Currently there are a limited range of
ambulatory teaching techniques known to most preceptors,
often based on their own learning experiences. Effective but efficient teaching
methods that intertwine teaching and observation need to be emphasized. A few
possible techniques to introduce are: focusing the student before the encounter on a particular aspect
to observe, completing different parts of the exam with different patients
under the observation of the preceptor, and combining joint and independent
interviewing. Preceptors can extend the learning beyond the encounter with
a variety of techniques; providing guidance for student reading, picking a
theme of the day to discuss in
different encounters, during patient care, help the student develop a learning list of issues to
return to later. Techniques to use in giving feedback are helpful for faculty as well.
The options for developing a program for faculty
teaching skills are discussed further in Section I, "Developing a Program
to Improve the Teaching Skills of
Faculty and Residents".
5) Conflict between service/ teaching
Financial pressures will continue to be a major issue.
However, at the same time the goal exists to produce more pediatricians to meet
the health care needs of the nation. Departmental chairs will need to be key
players in continuing to keep the importance of student teaching emphasized in
negotiations with Health Management Organizations as well as with their
faculty. The traditional expectations
that one either teaches or provides clinical care will need to change. Clearly
clinicians have been teaching students for years in the primary care practice
setting and have continued to earn an income. Community practitioners often
recognize the importance of community role models to encourage students to
enter primary care pediatrics. Preceptors committed to their role have been
willing to put in extra time to discuss patients with students. In turn,
preceptors have emphasized how involvement with students energizes them.

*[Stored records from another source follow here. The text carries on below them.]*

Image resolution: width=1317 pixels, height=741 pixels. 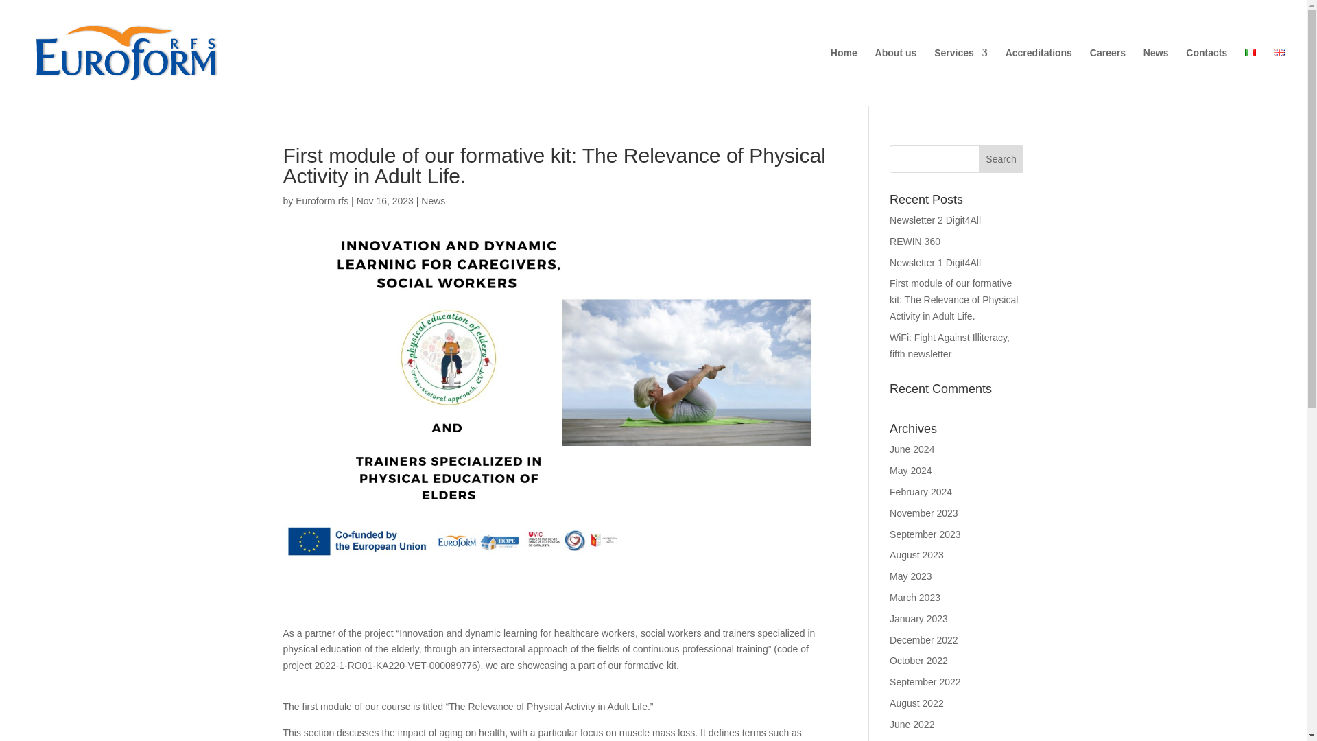 What do you see at coordinates (961, 77) in the screenshot?
I see `Services` at bounding box center [961, 77].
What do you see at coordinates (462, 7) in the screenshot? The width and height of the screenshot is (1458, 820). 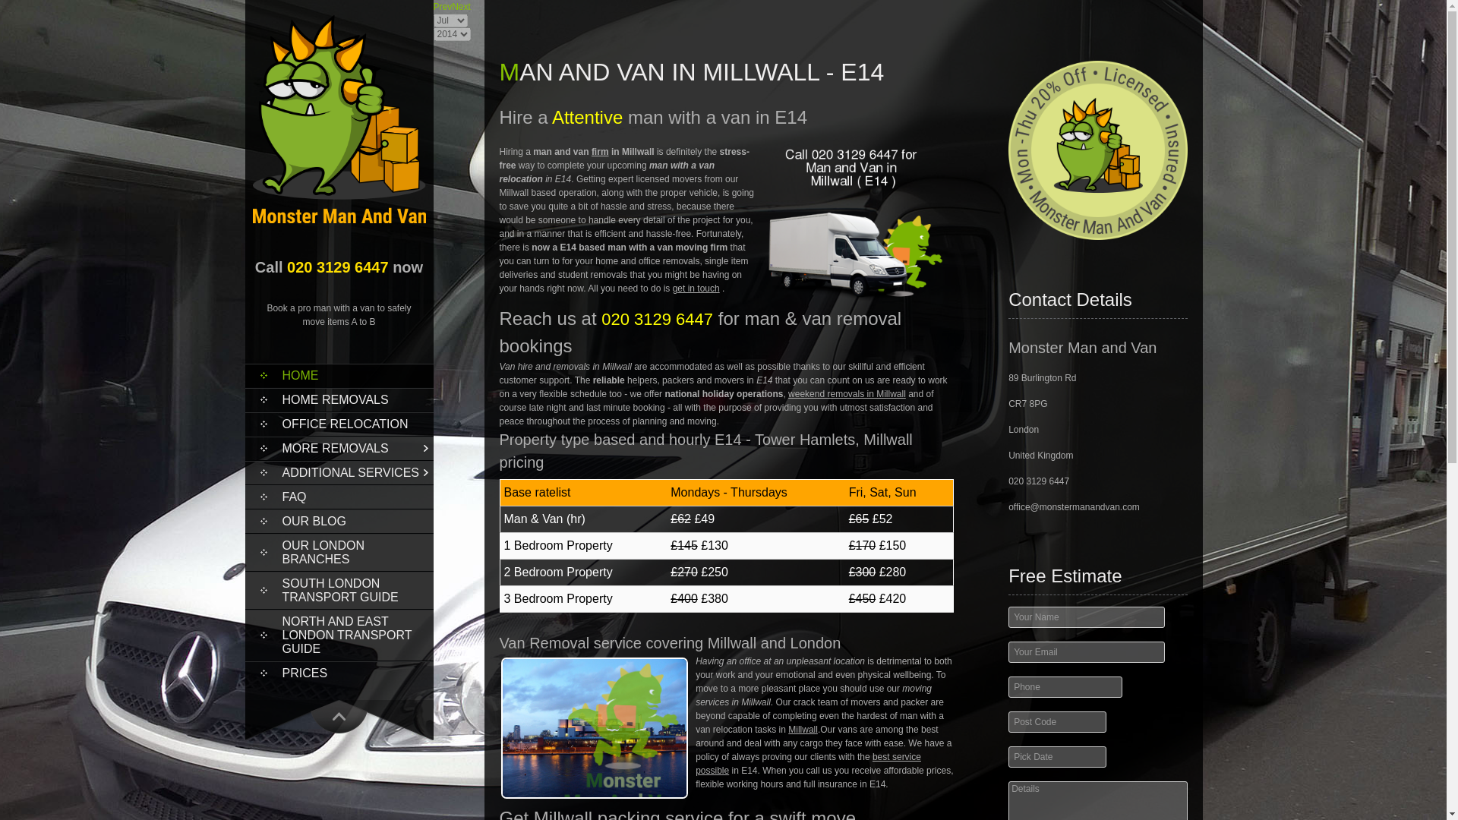 I see `Next` at bounding box center [462, 7].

Student and preceptor expectations that are clearly defined provide a better
experience for both. The clerkship director and the chairperson can form
important linkages to the state academy of pediatrics and practice groups that
emphasize their joint goals not the competitive aspects.
Implementing
the new general pediatrics core clerkship
curriculum offers the clerkship
director opportunities to link content more closely to teaching and evaluation
methods. Without clear expectations it
often has been difficult for both teacher and learner to assess progress in
meeting educational goals. This curriculum serves as a blueprint to begin the
change process. Well-structured effective pediatric clerkship programs can more
clearly provide a strong general pediatrics experience during the clerkship.